### Task to carry out
Copy all the lines of the listing below exactly. Skip the images.

* * * *

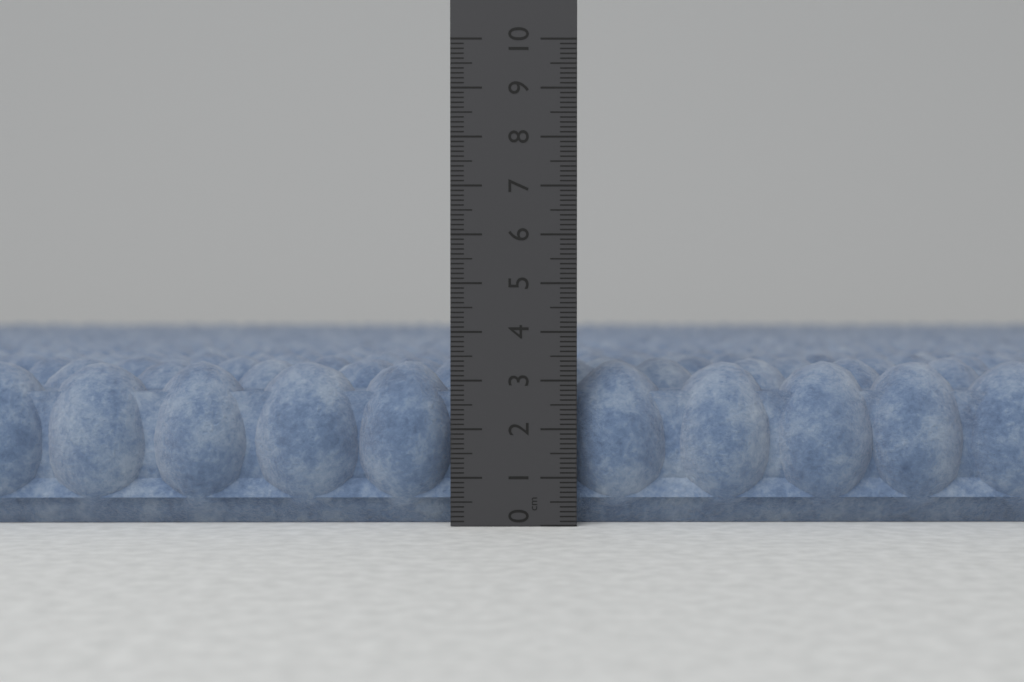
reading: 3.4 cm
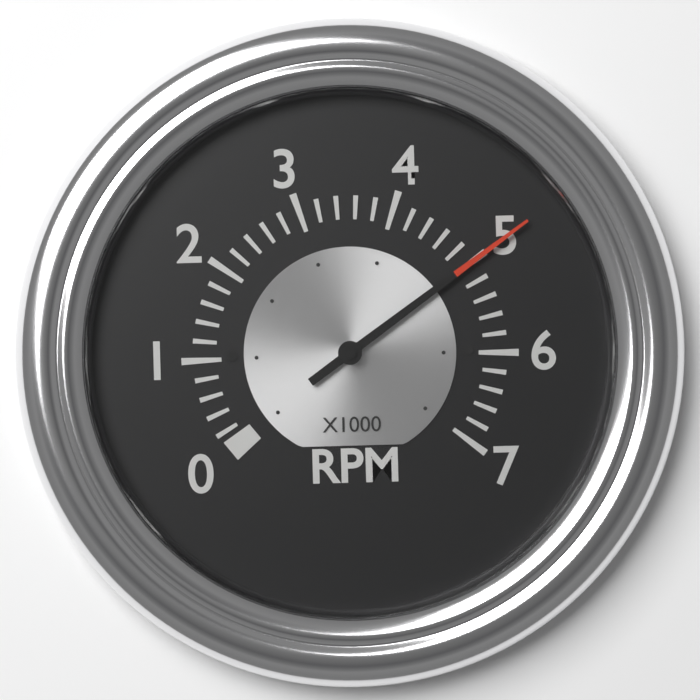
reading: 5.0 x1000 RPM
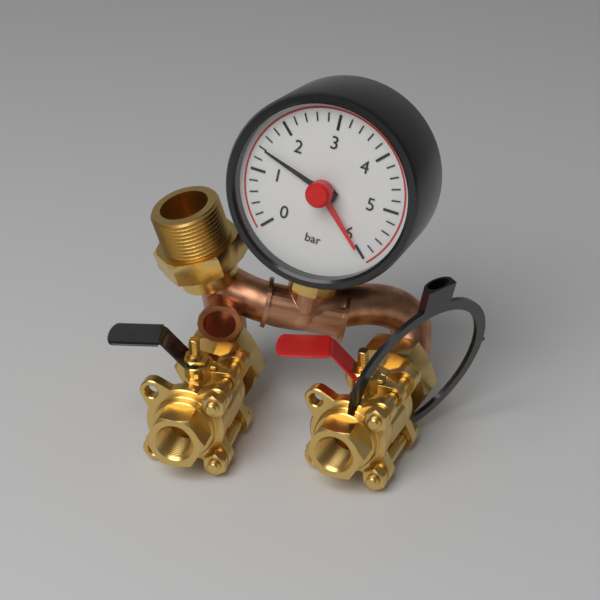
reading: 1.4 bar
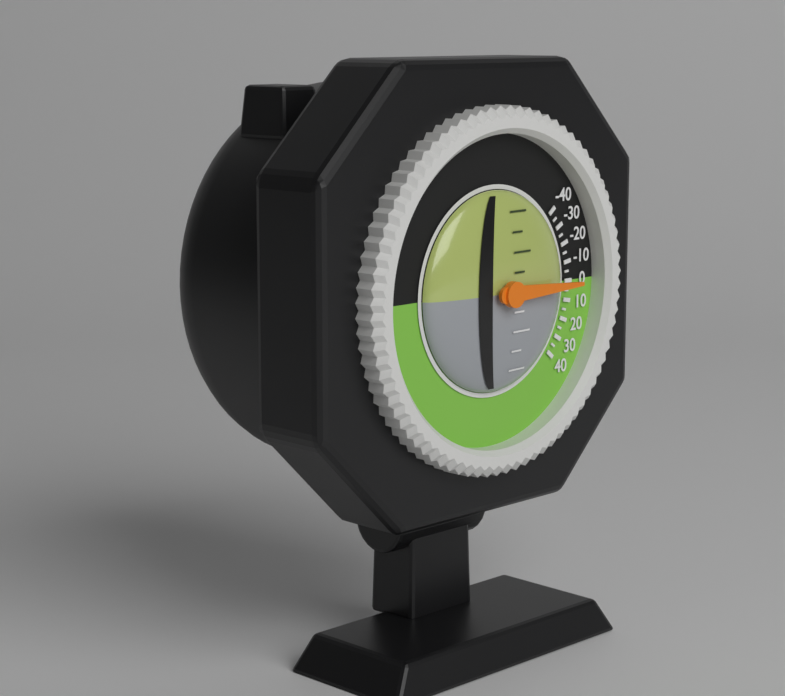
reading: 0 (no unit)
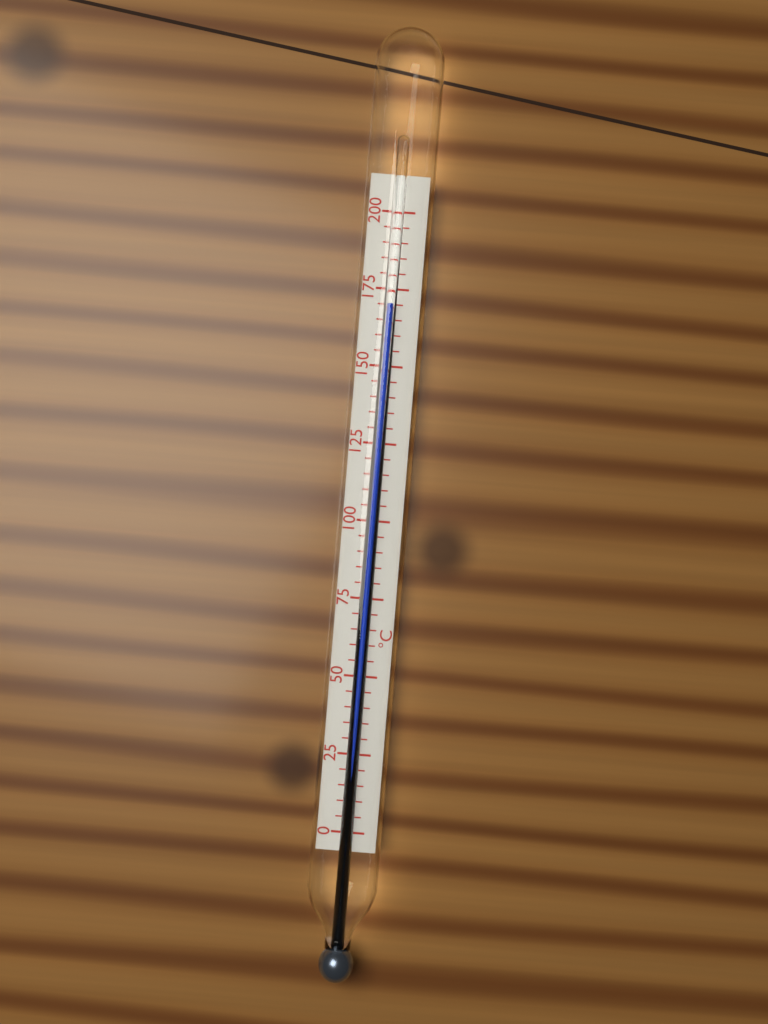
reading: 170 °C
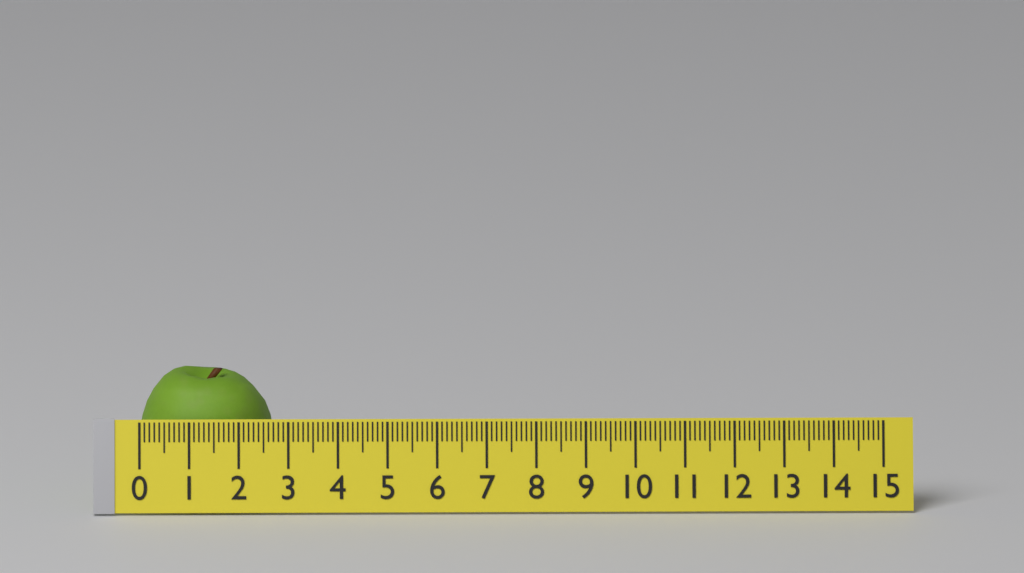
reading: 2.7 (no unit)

* * * *

### Exercise solution
reading: 3.4 cm
reading: 5.0 x1000 RPM
reading: 1.4 bar
reading: 0 (no unit)
reading: 170 °C
reading: 2.7 (no unit)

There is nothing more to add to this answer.